Africa is the birthplace of modern humans and the continent with the highest level of genetic diversity. While ancient DNA studies are revealing some aspects of the genetic structure of Africa before the spread of food production, issues concerning DNA preservation have limited the insights from ancient DNA.
Hoping to find clues in modern populations, researchers from a Portuguese-Angolan TwinLab ventured into the Angolan Namib desert—a remote, multi-ethnic region where different traditions met. The work is published in the journal Science Advances.
“We were able to locate groups which were thought to have disappeared more than 50 years ago,” says Jorge Rocha, a population geneticist from Centro de Investigação em Biodiversidade e Recursos Genéticos (CIBIO, University of Porto) who led the fieldwork, together with Angolan anthropologists Samuel and Teresa Aço from the Centro de Estudos do Deserto (CEDO).
Among the communities the team encountered are the Kwepe, a pastoral group who used to speak a language known as Kwadi. “Kwadi was a click-language that shared a common ancestor with the Khoe languages spoken by foragers and herders across southern Africa,” explains Anne-Maria Fehn, a linguist from CIBIO who participated in the fieldwork and was able to interview what may well be the last two speakers of Kwadi.
“Khoe-Kwadi languages have been linked to a prehistoric migration of eastern African pastoralists,” adds Rocha, whose research focuses on southern African population history.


→ Exercise
Return the number of lines below with "Sales" in them, and nothing else.

(Interface dataset entries)

■ ■ ■

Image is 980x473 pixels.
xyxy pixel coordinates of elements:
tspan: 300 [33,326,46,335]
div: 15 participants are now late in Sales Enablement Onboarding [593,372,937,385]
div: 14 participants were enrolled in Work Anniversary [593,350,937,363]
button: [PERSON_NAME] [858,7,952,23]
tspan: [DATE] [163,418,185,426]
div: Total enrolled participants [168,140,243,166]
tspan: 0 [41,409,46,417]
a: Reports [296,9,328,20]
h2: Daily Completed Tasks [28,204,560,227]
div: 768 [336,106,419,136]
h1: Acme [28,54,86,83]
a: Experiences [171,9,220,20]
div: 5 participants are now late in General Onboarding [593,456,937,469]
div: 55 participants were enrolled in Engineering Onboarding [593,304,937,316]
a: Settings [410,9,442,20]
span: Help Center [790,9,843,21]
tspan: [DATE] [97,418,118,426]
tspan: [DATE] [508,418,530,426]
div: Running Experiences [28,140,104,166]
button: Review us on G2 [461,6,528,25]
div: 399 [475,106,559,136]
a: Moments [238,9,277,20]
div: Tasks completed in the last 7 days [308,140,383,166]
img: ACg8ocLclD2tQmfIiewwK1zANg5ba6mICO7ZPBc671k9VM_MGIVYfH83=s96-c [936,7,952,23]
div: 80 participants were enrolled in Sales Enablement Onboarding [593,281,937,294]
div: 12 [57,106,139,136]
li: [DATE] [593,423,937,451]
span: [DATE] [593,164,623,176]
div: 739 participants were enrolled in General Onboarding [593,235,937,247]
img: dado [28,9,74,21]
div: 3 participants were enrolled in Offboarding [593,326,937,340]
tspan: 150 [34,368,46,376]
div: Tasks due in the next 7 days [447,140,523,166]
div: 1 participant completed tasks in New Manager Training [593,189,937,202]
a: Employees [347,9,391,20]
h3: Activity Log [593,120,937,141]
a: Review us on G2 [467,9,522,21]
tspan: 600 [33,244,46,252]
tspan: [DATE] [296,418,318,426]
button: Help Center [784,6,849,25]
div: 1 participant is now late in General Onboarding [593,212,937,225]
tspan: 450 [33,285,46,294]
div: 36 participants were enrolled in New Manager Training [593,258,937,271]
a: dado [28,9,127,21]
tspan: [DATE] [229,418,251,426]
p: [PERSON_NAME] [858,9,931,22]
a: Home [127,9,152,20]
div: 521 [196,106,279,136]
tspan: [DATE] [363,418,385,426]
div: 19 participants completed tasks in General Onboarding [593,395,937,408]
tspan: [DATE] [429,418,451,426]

■ ■ ■

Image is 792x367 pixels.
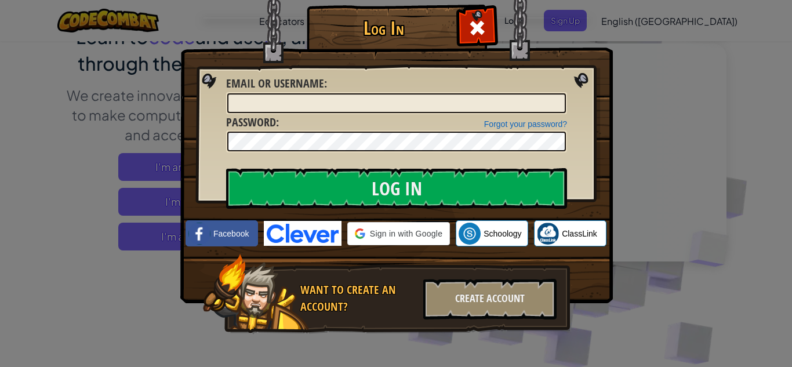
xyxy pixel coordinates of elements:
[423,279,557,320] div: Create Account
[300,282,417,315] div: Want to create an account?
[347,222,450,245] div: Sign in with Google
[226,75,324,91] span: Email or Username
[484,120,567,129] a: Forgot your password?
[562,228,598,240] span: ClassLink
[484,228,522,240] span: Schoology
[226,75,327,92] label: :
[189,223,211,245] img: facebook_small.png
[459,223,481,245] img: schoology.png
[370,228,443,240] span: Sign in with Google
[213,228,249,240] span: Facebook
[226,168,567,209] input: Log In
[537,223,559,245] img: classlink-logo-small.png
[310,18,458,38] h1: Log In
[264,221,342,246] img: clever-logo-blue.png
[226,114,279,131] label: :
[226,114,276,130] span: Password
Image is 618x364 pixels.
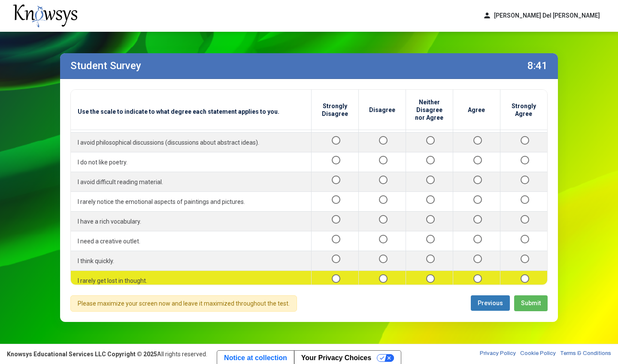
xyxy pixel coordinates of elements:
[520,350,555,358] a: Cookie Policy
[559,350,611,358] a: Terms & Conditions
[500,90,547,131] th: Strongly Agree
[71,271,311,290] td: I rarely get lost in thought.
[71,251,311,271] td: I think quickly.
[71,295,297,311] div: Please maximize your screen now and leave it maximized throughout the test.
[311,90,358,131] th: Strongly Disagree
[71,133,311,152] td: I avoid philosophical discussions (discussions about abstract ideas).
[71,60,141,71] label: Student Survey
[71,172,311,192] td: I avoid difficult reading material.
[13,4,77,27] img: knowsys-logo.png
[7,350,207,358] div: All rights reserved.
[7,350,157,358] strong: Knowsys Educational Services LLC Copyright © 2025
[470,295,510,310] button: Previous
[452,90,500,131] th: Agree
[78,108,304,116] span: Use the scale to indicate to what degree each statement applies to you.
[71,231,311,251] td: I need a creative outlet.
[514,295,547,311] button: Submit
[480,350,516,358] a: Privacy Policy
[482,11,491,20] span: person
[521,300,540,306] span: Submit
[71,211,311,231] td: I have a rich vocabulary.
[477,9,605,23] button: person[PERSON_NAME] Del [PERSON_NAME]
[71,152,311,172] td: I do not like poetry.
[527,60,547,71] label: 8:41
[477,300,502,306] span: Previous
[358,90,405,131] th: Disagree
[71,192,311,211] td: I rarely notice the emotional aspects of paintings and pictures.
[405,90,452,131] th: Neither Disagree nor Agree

■ ■ ■

→ Written response
2